Luis Suárez hit with lengthy suspension for spitting

Luis Suárez received a hefty punishment Friday after the Leagues Cup disciplinary committee reviewed the ugly scenes that followed Sunday’s tournament final between Inter Miami and the Seattle Sounders.
Suárez was given a six-game suspension from Leagues Cup play after spitting on Sounders head of security Gene Ramirez amid a post-match scuffle that broke out after Seattle claimed a 3-0 win.
‘Following the conclusion of the match, Inter Miami CF player Luis Suárez was reported by the Match Officials for spitting at a Seattle Sounders coaching staff member,’ read a statement from the Leagues Cup disciplinary committee. ‘In accordance with Article 4.2.C of the Leagues Cup 2025 Competition Regulations, the Disciplinary Committee has issued a six-match suspension to Suárez.’
While the Leagues Cup format has changed multiple times, the 2025 format offered a given team a maximum of six matches. The Disciplinary Committee statement announcing the punishment said that Suárez’s suspension renders him ‘ineligible to participate in the next edition of Leagues Cup until the six-match suspension is fully served,’ underlining what is in effect a minimum one-year ban from the tournament.
Notably, Friday’s announcement does not apply to MLS regular season play, leaving him eligible to play for the Herons in their next game, a Sept. 13 trip north to face Charlotte FC.
Suárez was not the only player to face sanctions for the chaos that ensued after the full time whistle at Lumen Field last weekend. Two more Inter Miami players were given suspensions, with Sergio Busquets getting a two-game ban for violent conduct after striking Seattle’s Obed Vargas.
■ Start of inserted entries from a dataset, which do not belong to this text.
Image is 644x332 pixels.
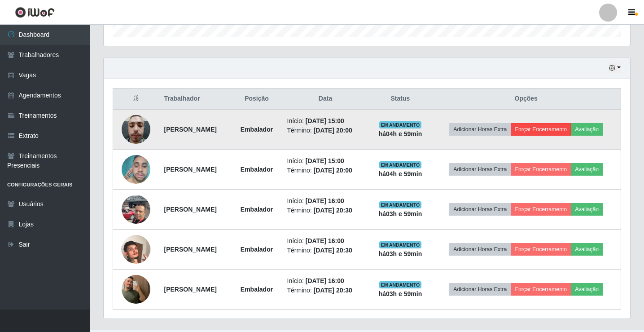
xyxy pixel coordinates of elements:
button: Adicionar Horas Extra [449,163,511,176]
th: Trabalhador [159,88,232,109]
button: Avaliação [571,163,603,176]
strong: [PERSON_NAME] [164,165,216,173]
th: Data [282,88,369,109]
button: Avaliação [571,203,603,215]
strong: há 03 h e 59 min [379,210,423,218]
li: Término: [287,165,364,175]
li: Início: [287,116,364,126]
span: EM ANDAMENTO [379,161,422,168]
time: [DATE] 20:00 [314,126,352,134]
strong: Embalador [241,245,273,253]
time: [DATE] 15:00 [306,117,344,125]
th: Status [369,88,432,109]
button: Forçar Encerramento [511,243,571,256]
strong: Embalador [241,165,273,173]
button: Avaliação [571,283,603,295]
li: Término: [287,286,364,295]
button: Avaliação [571,243,603,256]
button: Adicionar Horas Extra [449,203,511,215]
li: Término: [287,126,364,135]
strong: há 04 h e 59 min [379,130,423,137]
li: Início: [287,156,364,165]
th: Posição [232,88,282,109]
img: 1742686144384.jpeg [122,110,150,148]
span: EM ANDAMENTO [379,121,422,129]
img: CoreUI Logo [15,7,55,18]
strong: há 03 h e 59 min [379,290,423,297]
li: Início: [287,276,364,286]
button: Avaliação [571,123,603,135]
strong: Embalador [241,286,273,293]
time: [DATE] 16:00 [306,197,344,205]
strong: há 03 h e 59 min [379,250,423,257]
strong: há 04 h e 59 min [379,170,423,177]
button: Adicionar Horas Extra [449,283,511,295]
button: Forçar Encerramento [511,283,571,295]
strong: Embalador [241,206,273,213]
time: [DATE] 15:00 [306,157,344,164]
li: Início: [287,196,364,206]
button: Forçar Encerramento [511,163,571,176]
strong: [PERSON_NAME] [164,126,216,133]
img: 1743729156347.jpeg [122,263,150,315]
button: Forçar Encerramento [511,203,571,215]
time: [DATE] 16:00 [306,237,344,244]
button: Adicionar Horas Extra [449,243,511,256]
strong: [PERSON_NAME] [164,286,216,293]
span: EM ANDAMENTO [379,241,422,248]
time: [DATE] 20:00 [314,167,352,174]
li: Término: [287,245,364,255]
th: Opções [432,88,621,109]
img: 1748551724527.jpeg [122,150,150,189]
strong: [PERSON_NAME] [164,245,216,253]
strong: [PERSON_NAME] [164,206,216,213]
span: EM ANDAMENTO [379,281,422,288]
button: Adicionar Horas Extra [449,123,511,135]
li: Início: [287,236,364,245]
img: 1726002463138.jpeg [122,224,150,275]
time: [DATE] 16:00 [306,277,344,284]
li: Término: [287,206,364,215]
time: [DATE] 20:30 [314,246,352,254]
span: EM ANDAMENTO [379,201,422,208]
img: 1710346365517.jpeg [122,190,150,228]
strong: Embalador [241,126,273,133]
time: [DATE] 20:30 [314,207,352,214]
time: [DATE] 20:30 [314,287,352,293]
button: Forçar Encerramento [511,123,571,135]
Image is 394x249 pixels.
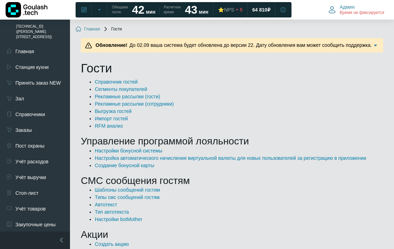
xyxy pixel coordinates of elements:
[95,241,129,247] a: Создать акцию
[95,194,160,200] a: Типы смс сообщений гостям
[108,3,212,16] a: Обещаем гостю 42 мин Расчетное время 43 мин
[6,2,48,17] img: Логотип компании Goulash.tech
[103,27,122,32] span: Гости
[164,5,181,15] span: Расчетное время
[85,42,92,49] img: Предупреждение
[95,202,117,207] a: Автотекст
[96,42,127,48] b: Обновление!
[95,155,366,161] a: Настройка автоматического начисления виртуальной валюты для новых пользователей за регистрацию в ...
[95,108,132,114] a: Выгрузка гостей
[81,229,383,241] h2: Акции
[372,42,379,49] img: Подробнее
[95,187,160,193] a: Шаблоны сообщений гостям
[81,175,383,187] h2: СМС сообщения гостям
[248,3,275,16] a: 64 810 ₽
[224,7,234,13] span: NPS
[95,86,147,92] a: Сегменты покупателей
[95,116,128,121] a: Импорт гостей
[340,10,384,16] span: Время не фиксируется
[95,209,129,215] a: Тип автотекста
[95,101,174,107] a: Рекламные рассылки (сотрудники)
[95,79,137,85] a: Справочник гостей
[112,5,128,15] span: Обещаем гостю
[81,61,383,76] h1: Гости
[81,135,383,147] h2: Управление программой лояльности
[146,9,155,15] span: мин
[95,217,142,222] a: Настройки botMother
[199,9,208,15] span: мин
[95,94,160,99] a: Рекламные рассылки (гости)
[95,148,162,154] a: Настройки бонусной системы
[95,163,154,168] a: Создание бонусной карты
[267,7,270,13] span: ₽
[252,7,267,13] span: 64 810
[214,3,247,16] a: ⭐NPS 5
[93,42,372,55] span: До 02.09 ваша система будет обновлена до версии 22. Дату обновления вам может сообщить поддержка....
[218,7,234,13] div: ⭐
[240,7,242,13] span: 5
[76,27,100,32] a: Главная
[185,3,198,16] strong: 43
[324,2,388,17] button: Админ Время не фиксируется
[132,3,144,16] strong: 42
[95,123,123,129] a: RFM анализ
[340,4,355,10] span: Админ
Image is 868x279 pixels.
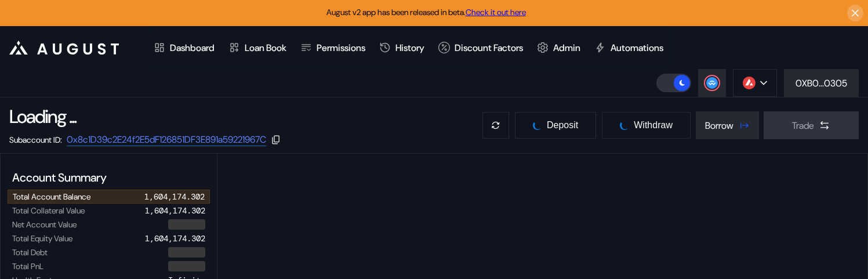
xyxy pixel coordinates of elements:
[12,261,44,271] div: Total PnL
[145,205,205,216] div: 1,604,174.302
[587,26,670,69] a: Automations
[764,111,859,140] button: Trade
[372,26,431,69] a: History
[12,205,84,216] div: Total Collateral Value
[144,191,204,202] div: 1,604,174.302
[455,42,523,54] div: Discount Factors
[530,26,587,69] a: Admin
[733,69,777,97] button: chain logo
[9,134,62,145] div: Subaccount ID:
[547,120,578,131] span: Deposit
[221,26,293,69] a: Loan Book
[12,220,76,230] div: Net Account Value
[784,69,859,97] button: 0XB0...0305
[395,42,425,54] div: History
[145,233,205,243] div: 1,604,174.302
[553,42,580,54] div: Admin
[466,7,526,18] a: Check it out here
[245,42,286,54] div: Loan Book
[743,76,755,89] img: chain logo
[602,111,691,140] button: pendingWithdraw
[610,42,664,54] div: Automations
[532,120,543,131] img: pending
[795,77,847,89] div: 0XB0...0305
[619,120,630,131] img: pending
[792,119,814,131] div: Trade
[13,191,91,202] div: Total Account Balance
[634,120,673,131] span: Withdraw
[9,104,76,129] div: Loading ...
[12,247,48,258] div: Total Debt
[147,26,221,69] a: Dashboard
[170,42,214,54] div: Dashboard
[67,133,266,146] a: 0x8c1D39c2E24f2E5dF126851DF3E891a59221967C
[293,26,372,69] a: Permissions
[515,111,597,140] button: pendingDeposit
[316,42,365,54] div: Permissions
[8,165,210,190] div: Account Summary
[12,233,73,243] div: Total Equity Value
[431,26,530,69] a: Discount Factors
[326,7,526,18] span: August v2 app has been released in beta.
[705,119,734,131] div: Borrow
[696,111,759,140] button: Borrow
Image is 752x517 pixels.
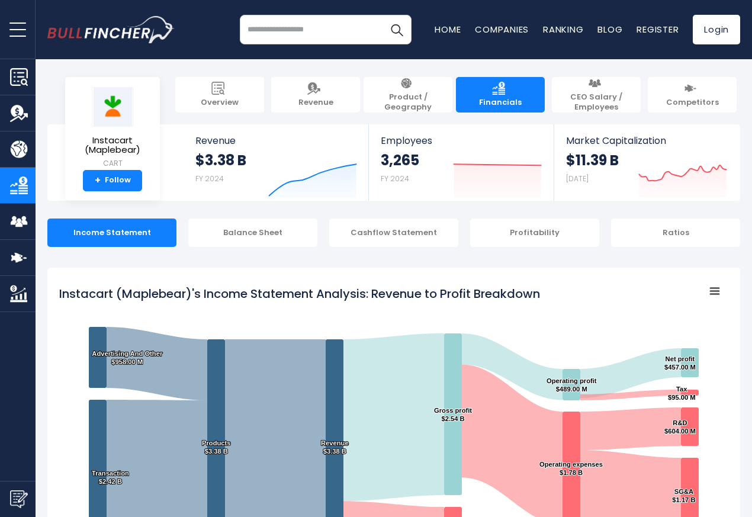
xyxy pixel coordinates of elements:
strong: $11.39 B [566,151,619,169]
strong: 3,265 [381,151,419,169]
a: Financials [456,77,545,113]
strong: + [95,175,101,186]
text: Operating profit $489.00 M [547,377,597,393]
text: Operating expenses $1.78 B [540,461,603,476]
text: Tax $95.00 M [668,386,696,401]
a: Revenue $3.38 B FY 2024 [184,124,369,201]
a: Instacart (Maplebear) CART [74,86,151,170]
small: [DATE] [566,174,589,184]
div: Profitability [470,219,600,247]
text: Net profit $457.00 M [665,355,696,371]
span: Product / Geography [370,92,447,113]
a: Employees 3,265 FY 2024 [369,124,553,201]
text: Transaction $2.42 B [92,470,129,485]
span: Instacart (Maplebear) [75,136,150,155]
div: Cashflow Statement [329,219,459,247]
text: SG&A $1.17 B [672,488,695,504]
tspan: Instacart (Maplebear)'s Income Statement Analysis: Revenue to Profit Breakdown [59,286,540,302]
small: FY 2024 [195,174,224,184]
text: Advertising And Other $958.00 M [92,350,163,366]
span: Market Capitalization [566,135,727,146]
div: Ratios [611,219,741,247]
a: Ranking [543,23,584,36]
a: Revenue [271,77,360,113]
span: Financials [479,98,522,108]
text: R&D $604.00 M [665,419,696,435]
text: Gross profit $2.54 B [434,407,472,422]
button: Search [382,15,412,44]
span: Overview [201,98,239,108]
a: Home [435,23,461,36]
a: Competitors [648,77,737,113]
a: Go to homepage [47,16,175,43]
img: bullfincher logo [47,16,175,43]
div: Income Statement [47,219,177,247]
a: Register [637,23,679,36]
span: Revenue [299,98,334,108]
strong: $3.38 B [195,151,246,169]
a: Blog [598,23,623,36]
small: FY 2024 [381,174,409,184]
span: Employees [381,135,541,146]
div: Balance Sheet [188,219,318,247]
a: Login [693,15,741,44]
a: Companies [475,23,529,36]
a: CEO Salary / Employees [552,77,641,113]
span: Revenue [195,135,357,146]
span: CEO Salary / Employees [558,92,635,113]
a: +Follow [83,170,142,191]
text: Products $3.38 B [202,440,231,455]
a: Overview [175,77,264,113]
span: Competitors [666,98,719,108]
text: Revenue $3.38 B [321,440,349,455]
small: CART [75,158,150,169]
a: Market Capitalization $11.39 B [DATE] [555,124,739,201]
a: Product / Geography [364,77,453,113]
Defender Tomás Avilés will be suspended for three games, while Seattle assistant coach Steven Lenhart will be barred from the Sounders’ next five Leagues Cup matches.
As is the case with Suárez, all of Friday’s punishments apply to the Leagues Cup only. However, the announcement’s final sentence noted that MLS ‘reserves the right to impose further disciplinary actions on the players and coaching staff involved.’
Suspensions in soccer generally apply only to the tournament or competition that the negative actions took place in, but there is precedent for a Leagues Cup incident to lead to an MLS suspension. In 2019, Real Salt Lake head coach Mike Petke was given three-game suspensions in both the Leagues Cup and in MLS for language directed at referees that commissioner Don Garber deemed ‘repugnant.’
Back in 2015, Clint Dempsey tore up a referee’s notebook in a fiery U.S. Open Cup match playing for Seattle, receiving a six-game ban in that tournament as well as a three-game suspension from MLS play.
On Thursday, Suárez took to social media to offer an apology for the incident, calling the incident ‘a moment of great tension and frustration,’ adding that he felt ‘bad about what happened.’ Suárez did not mention Ramirez or anyone else by name, though he did congratulate Seattle for winning.
The scenes in Seattle on Sunday were the latest chapter in Suárez’s controversial career. Despite extraordinary talent that has seen him play at world-renowned clubs like Ajax, Barcelona, and Liverpool while being one of Uruguay’s all-time best players, he is largely known for the less savory side of his play.
Most notably, Suárez has been punished for biting opponents three different times. At Ajax, he was given a seven-game suspension in the Dutch top flight for biting Otman Bakkal. In 2013, he received a 10-game ban in the Premier League for a similar offense against Chelsea’s Branislav Ivanović. During the 2014 World Cup, he bit Italy defender Giorgio Chiellini, with FIFA suspending him from all activity in the sport for four months.